Directors Need to Apply "Businesslike" View

The two studies cited in The Wall Street Journal remind directors that they should be both independent and “businesslike” when it comes to evaluating management.  Two new studies challenge the notion that companies that pay top price get top talent. Lucian Bebchuk’s Harvard study pointed out that the bigger the “CEO pay slice,” the lower the company’s future profitability and market valuation. Adding fuel to the fire is the study by finance professor Raghavendra Rau of Purdue who looked at CEO pay and stock returns for roughly 1,500 companies.  The conclusion of his study:  that 10 percent of firms with the highest-paid CEOs produce stock returns that trail their industry peers by more 12 percentage points, cumulatively, over the next five years.

Clearly, one issue for shareholders during the 2010 proxy season is how the board provided oversight for CEO compensation.  In 1951, legendary investor Benjamin Graham suggested that directors submit to an interrogation in order to justify “the generous treatment” they are asking shareholders to approve.  “The stockholders are entittled to be told… just what are the excellent results for which theyse arrangements constitute a rewarded and by what analogies or other reasoning the board determined the amounts accorded are appropriate.”

Surely such questions are valid 59 years later.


#### [About this task]
Copy every line of the listing that holds the string "inside".

----- The records -----

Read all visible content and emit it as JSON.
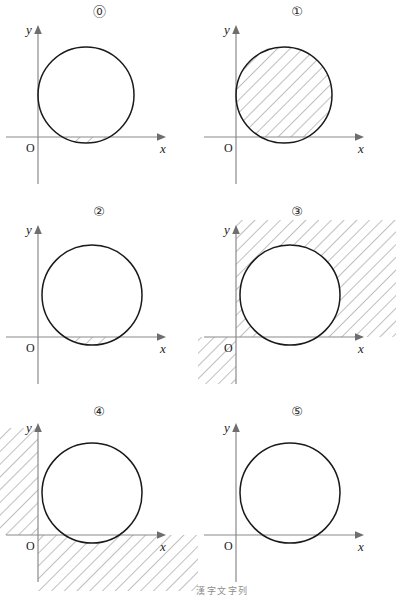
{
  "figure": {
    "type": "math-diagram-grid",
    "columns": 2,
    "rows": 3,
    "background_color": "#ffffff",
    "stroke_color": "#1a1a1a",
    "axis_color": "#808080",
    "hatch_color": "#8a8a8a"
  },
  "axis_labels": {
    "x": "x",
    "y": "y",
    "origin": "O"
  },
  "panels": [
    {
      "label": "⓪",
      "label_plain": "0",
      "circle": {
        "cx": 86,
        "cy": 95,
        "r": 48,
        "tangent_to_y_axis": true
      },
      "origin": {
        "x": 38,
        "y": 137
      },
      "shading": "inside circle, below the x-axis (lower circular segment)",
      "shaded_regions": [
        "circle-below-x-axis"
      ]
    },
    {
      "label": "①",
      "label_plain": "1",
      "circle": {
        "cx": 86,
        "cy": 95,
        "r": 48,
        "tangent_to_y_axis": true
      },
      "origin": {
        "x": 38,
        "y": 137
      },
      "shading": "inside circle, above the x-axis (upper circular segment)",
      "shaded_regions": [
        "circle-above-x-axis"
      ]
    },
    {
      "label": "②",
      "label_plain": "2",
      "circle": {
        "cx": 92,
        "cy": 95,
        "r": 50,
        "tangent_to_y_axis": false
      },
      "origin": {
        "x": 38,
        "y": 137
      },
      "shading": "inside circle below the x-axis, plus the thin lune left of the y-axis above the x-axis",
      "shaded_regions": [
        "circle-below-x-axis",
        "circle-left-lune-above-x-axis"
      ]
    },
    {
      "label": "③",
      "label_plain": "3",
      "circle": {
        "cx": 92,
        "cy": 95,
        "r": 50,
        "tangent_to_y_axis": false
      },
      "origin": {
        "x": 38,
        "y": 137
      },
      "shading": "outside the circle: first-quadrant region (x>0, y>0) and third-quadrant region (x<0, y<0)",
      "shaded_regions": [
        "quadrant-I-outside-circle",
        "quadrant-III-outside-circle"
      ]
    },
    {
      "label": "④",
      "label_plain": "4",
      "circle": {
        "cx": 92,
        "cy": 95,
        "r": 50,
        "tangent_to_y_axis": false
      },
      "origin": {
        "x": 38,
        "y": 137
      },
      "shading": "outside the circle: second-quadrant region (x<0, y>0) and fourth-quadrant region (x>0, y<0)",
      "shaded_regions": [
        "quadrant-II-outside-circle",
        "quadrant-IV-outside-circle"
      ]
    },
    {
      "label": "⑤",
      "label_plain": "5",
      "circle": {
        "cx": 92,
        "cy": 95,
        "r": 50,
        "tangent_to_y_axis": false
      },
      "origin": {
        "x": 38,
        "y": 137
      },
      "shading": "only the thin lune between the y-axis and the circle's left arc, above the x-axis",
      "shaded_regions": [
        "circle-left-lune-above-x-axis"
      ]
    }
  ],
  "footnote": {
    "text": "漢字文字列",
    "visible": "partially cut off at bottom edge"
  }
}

-----
----- The records -----

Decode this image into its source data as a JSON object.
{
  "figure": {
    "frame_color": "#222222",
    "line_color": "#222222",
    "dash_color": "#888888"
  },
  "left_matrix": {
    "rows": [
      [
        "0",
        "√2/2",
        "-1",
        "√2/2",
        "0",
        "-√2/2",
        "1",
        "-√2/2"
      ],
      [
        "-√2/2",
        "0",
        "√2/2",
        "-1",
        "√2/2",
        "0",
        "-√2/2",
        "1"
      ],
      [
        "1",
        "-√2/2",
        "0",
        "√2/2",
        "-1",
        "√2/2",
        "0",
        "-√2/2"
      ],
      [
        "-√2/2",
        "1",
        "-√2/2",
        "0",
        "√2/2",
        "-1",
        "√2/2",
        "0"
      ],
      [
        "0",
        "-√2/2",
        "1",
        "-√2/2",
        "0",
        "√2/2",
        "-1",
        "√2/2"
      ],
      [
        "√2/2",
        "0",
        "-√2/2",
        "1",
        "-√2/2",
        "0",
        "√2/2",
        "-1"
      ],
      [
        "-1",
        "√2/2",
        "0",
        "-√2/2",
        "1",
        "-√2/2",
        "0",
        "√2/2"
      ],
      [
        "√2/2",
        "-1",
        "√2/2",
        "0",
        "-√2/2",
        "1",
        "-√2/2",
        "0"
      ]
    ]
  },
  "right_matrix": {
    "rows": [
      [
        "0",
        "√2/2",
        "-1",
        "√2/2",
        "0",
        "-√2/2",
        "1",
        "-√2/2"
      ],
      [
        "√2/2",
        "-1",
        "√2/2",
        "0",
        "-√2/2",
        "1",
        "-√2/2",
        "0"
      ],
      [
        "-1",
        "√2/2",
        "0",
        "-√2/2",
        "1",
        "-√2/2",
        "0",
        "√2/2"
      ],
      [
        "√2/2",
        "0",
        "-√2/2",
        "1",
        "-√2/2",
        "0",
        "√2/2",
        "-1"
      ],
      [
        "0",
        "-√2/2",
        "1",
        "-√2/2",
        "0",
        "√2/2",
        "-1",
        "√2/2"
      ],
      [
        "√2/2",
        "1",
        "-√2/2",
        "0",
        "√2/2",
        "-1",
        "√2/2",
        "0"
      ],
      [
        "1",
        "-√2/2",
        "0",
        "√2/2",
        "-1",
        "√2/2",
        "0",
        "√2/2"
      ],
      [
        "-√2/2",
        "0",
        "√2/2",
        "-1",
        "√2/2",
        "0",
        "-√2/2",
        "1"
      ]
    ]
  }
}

-----
----- The records -----

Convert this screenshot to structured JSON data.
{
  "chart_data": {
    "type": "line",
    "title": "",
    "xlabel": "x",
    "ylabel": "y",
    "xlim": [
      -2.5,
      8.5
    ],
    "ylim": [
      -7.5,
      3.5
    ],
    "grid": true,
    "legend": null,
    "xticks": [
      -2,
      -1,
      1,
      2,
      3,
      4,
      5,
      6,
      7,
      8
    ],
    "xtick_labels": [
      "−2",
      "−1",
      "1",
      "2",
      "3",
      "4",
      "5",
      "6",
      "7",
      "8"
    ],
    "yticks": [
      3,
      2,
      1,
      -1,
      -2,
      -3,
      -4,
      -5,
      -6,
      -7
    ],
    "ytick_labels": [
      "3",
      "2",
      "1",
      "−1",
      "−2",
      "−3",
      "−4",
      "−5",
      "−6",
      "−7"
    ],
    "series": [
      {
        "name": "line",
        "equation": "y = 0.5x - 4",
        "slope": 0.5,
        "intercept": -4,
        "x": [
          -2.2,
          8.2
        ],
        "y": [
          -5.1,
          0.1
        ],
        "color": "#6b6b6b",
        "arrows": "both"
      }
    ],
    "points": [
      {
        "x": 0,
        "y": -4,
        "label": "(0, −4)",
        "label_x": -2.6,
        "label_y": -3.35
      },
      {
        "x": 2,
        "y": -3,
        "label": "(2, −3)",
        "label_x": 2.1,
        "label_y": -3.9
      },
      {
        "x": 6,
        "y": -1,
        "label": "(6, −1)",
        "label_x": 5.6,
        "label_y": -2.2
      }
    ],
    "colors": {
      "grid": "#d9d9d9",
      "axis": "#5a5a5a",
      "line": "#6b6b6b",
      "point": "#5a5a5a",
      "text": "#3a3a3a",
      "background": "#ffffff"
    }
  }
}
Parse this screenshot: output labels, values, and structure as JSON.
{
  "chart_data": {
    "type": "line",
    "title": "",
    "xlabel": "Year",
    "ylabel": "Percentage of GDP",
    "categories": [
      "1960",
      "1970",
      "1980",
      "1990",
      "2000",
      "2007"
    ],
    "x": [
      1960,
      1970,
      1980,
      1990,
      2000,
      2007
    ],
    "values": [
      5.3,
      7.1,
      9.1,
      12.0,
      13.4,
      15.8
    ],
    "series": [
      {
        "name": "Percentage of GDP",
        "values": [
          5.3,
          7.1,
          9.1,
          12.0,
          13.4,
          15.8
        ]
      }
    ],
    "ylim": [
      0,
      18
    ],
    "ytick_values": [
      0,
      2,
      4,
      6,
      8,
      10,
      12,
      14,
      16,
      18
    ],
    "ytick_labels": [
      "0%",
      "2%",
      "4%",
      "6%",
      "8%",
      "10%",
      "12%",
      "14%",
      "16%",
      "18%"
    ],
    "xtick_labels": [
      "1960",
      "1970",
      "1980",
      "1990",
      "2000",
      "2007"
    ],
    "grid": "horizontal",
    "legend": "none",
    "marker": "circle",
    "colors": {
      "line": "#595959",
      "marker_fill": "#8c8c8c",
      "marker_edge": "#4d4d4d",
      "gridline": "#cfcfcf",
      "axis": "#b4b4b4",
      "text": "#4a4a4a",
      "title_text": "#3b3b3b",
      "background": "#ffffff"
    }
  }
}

-----

#### [Output for this task]
      "shading": "inside circle, below the x-axis (lower circular segment)",
      "shading": "inside circle, above the x-axis (upper circular segment)",
      "shading": "inside circle below the x-axis, plus the thin lune left of the y-axis above the x-axis",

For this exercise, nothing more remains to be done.